The resulting model suggested a 15 metre-long, 60,780kg animal, about as large as a whale shark. It is possible that other megalodons were even larger, Pimiento said; there are other fossilised vertebrae that are 50 per cent larger than those used in the model, suggesting a maximum length of 20 metres, which is longer than a modern humpback whale. The model megalodon's jaws could open wide enough to gobble a 8-metre orca in as few as five bites.
How reliable is such computer modelling? "These reconstructions work pretty well when applied to living animals whose mass we know, so they seem to be okay overall," Hutchinson said. That is true especially given the natural variations in size among individual animals.
But some researchers point out that the model relies on assumptions about megalodons that have not been confirmed in the fossil record.

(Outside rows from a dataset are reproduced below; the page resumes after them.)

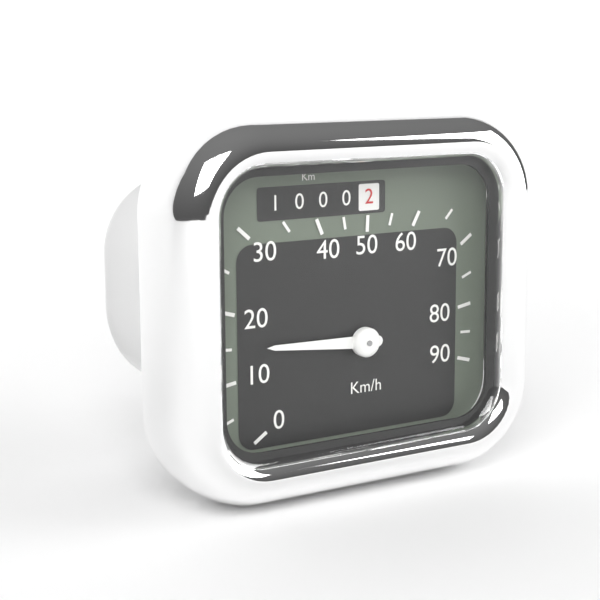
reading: 15 km/h
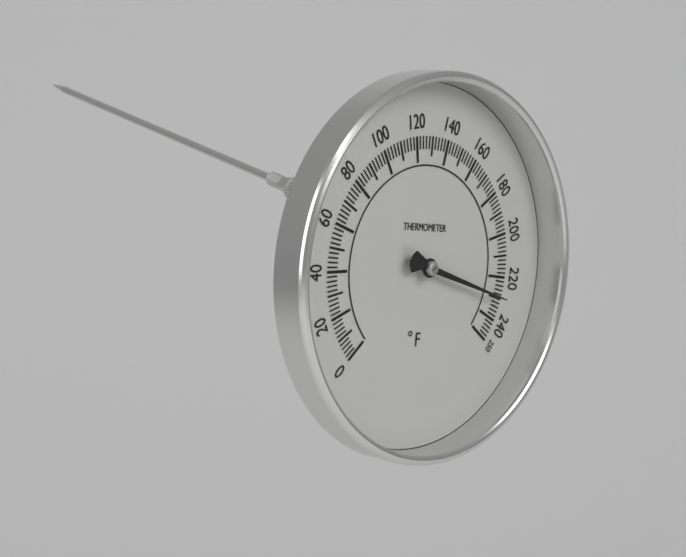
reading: 230 °F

"The size and shape of other skeletal components, such as the skull, jaws and all fins, remain speculative," said Kenshu Shimada, a professor of paleobiology at DePaul University in Chicago.
If the team's model is accurate, however, it has implications about the enormous predators' cruising speed — how fast an animal gets from point A to point B — and appetite. The team found that megalodons could hit a cruising speed of over 5km/h, Pimiento said, much faster than the 33 other sharks they surveyed. Among existing sharks, the fastest cruising speed belongs to the salmon shark, which can manage about 3km/h.

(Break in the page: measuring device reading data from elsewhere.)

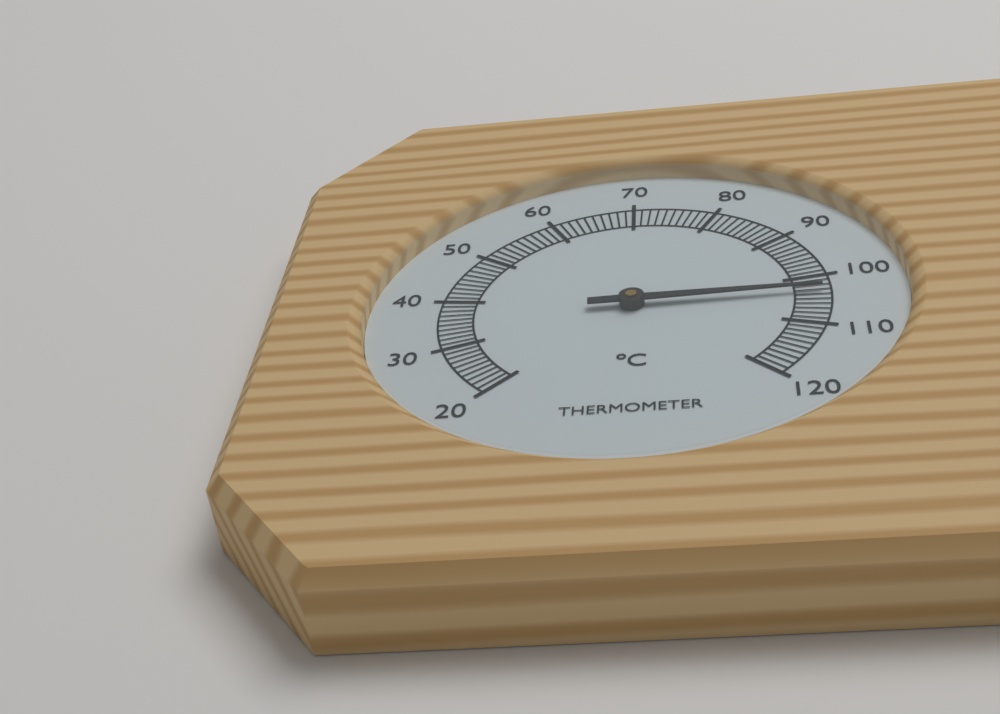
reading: 103 °C
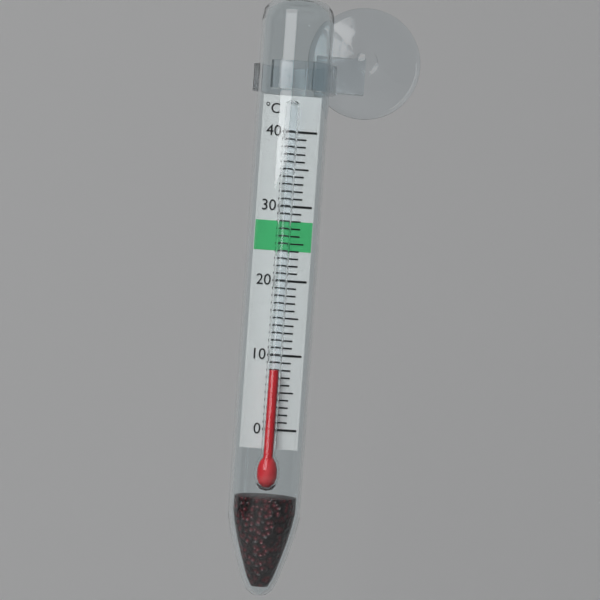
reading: 8 °C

Given that the slower great white shark can travel nearly 11,265km without stopping in order to take advantage of seasonal prey, the team argued, the megalodon likely could have gone much farther. Indeed, it would have had to in order to keep itself fed. While fossil remains from Peru have shown that the megalodon occasionally hunted seals, the shark's "large body size and potential energetic demands suggest that it would need highly caloric prey, like whales," Pimiento said.
In modern ecosystems, Hutchinson pointed out, large migratory animals play an important role in the flow of nutrients — deposited in dung or carcasses — across the globe. As a transoceanic superpredator, the megalodon probably played a similar role in ocean ecosystems tens of millions of years ago, when sea levels were quite a bit higher than they are in the present day.

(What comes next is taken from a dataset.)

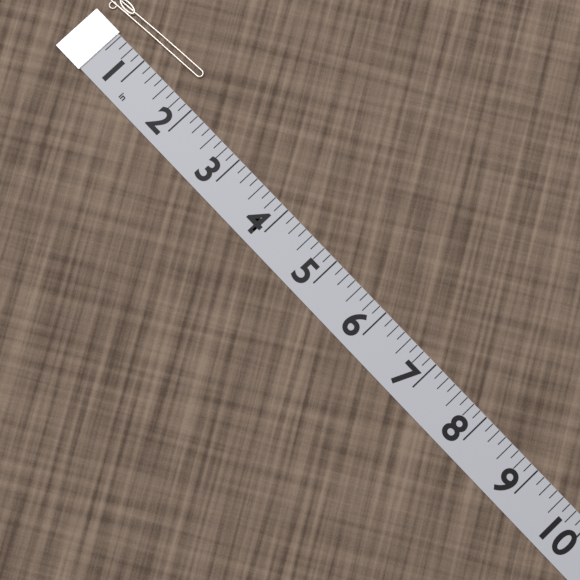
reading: 1.750 in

But apex predators are often uniquely vulnerable to a changing world. In the Pliocene Epoch, the growth of ice at the poles led to frequent sea level changes and loss of important offshore habitats. An accompanying extinction event led to a decline in large prey, likely forcing the megalodon into direct competition with smaller sharks like the great white. The last of the enormous predators disappeared 3 million years ago.
"It would be safe to assume that its extinction had global-scale impacts on food webs from the top down," Pimiento said.
The team's model therefore suggests that the megalodon was not just physically bigger than previously assumed; it also probably played a bigger role in ocean systems, too, leaving them poorer — if safer — for its passing.